Inference and Search for Graphical Models

Rina Dechter
University of California, Irvine

Graphical models, e.g., Bayesian networks, Markov random fields, constraint networks and influence diagrams, are knowledge representation schemes that capture independencies in the knowledge base and support efficient, graph-based algorithms for a variety of reasoning tasks. Their applications include scheduling, planning, diagnosis and situation assessment, design, and hardware and software verification. Algorithms for reasoning in graphical models are of two primary types: inference-based (e.g., variable-elimination, join-tree clustering) and search-based. Exact inference-based algorithms are exponentially bounded (both time and space) by the tree-width of the graph. Search algorithms that explore an AND/OR search space can accommodate a more flexible time and memory tradeoff but their performance can also be bounded exponentially by the tree-width.

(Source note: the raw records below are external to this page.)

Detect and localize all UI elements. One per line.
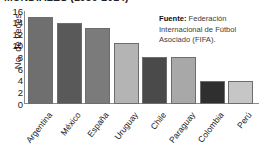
x-tick-label: Argentina [24, 110, 54, 145]
y-tick-label: 14 [1, 18, 23, 27]
x-tick-label: Uruguay [112, 110, 140, 141]
y-tick-label: 12 [1, 30, 23, 39]
chart-title-text: MUNDIALES (1930-2014) [4, 0, 204, 3]
source-note-label: Fuente: [159, 14, 186, 23]
y-tick-label: 0 [1, 100, 23, 109]
bar [114, 43, 139, 104]
y-tick-label: 10 [1, 41, 23, 50]
bar [85, 28, 110, 104]
bar [171, 57, 196, 104]
y-tick-label: 6 [1, 65, 23, 74]
x-tick-label: Perú [235, 110, 254, 130]
bar [28, 17, 53, 104]
bar [57, 23, 82, 104]
y-axis-line [24, 11, 25, 104]
x-tick-label: Colombia [195, 110, 225, 144]
chart-title-clipped: MUNDIALES (1930-2014) [4, 0, 204, 4]
x-tick-label: México [58, 110, 82, 137]
x-tick-label: España [85, 110, 111, 139]
y-tick-label: 4 [1, 76, 23, 85]
y-tick-label: 8 [1, 53, 23, 62]
chart-figure: MUNDIALES (1930-2014) No. de veces 16141… [0, 0, 266, 151]
source-note: Fuente: Federación Internacional de Fútb… [159, 14, 263, 46]
bar [200, 81, 225, 104]
x-tick-label: Chile [148, 110, 168, 131]
bar [228, 81, 253, 104]
y-tick-label: 16 [1, 7, 23, 16]
bar [142, 57, 167, 104]
x-tick-label: Paraguay [167, 110, 197, 145]
y-axis-ticks: 1614121086420 [0, 11, 23, 104]
y-tick-label: 2 [1, 88, 23, 97]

In my talk I will present and contrast the two primary types of reasoning algorithms and subsequently will focus on bounded inference approximations such as belief propagation and mini-bucket elimination. In particular, I will show the gain obtained from a hybrid of search and inference, using mini-bucket lower-bounds heuristics to guide AND/OR search. New algorithms that combine mini-bucket with cost-shifting lower-bounding schemes such as moment matching and linear relaxation will be described, if time permits.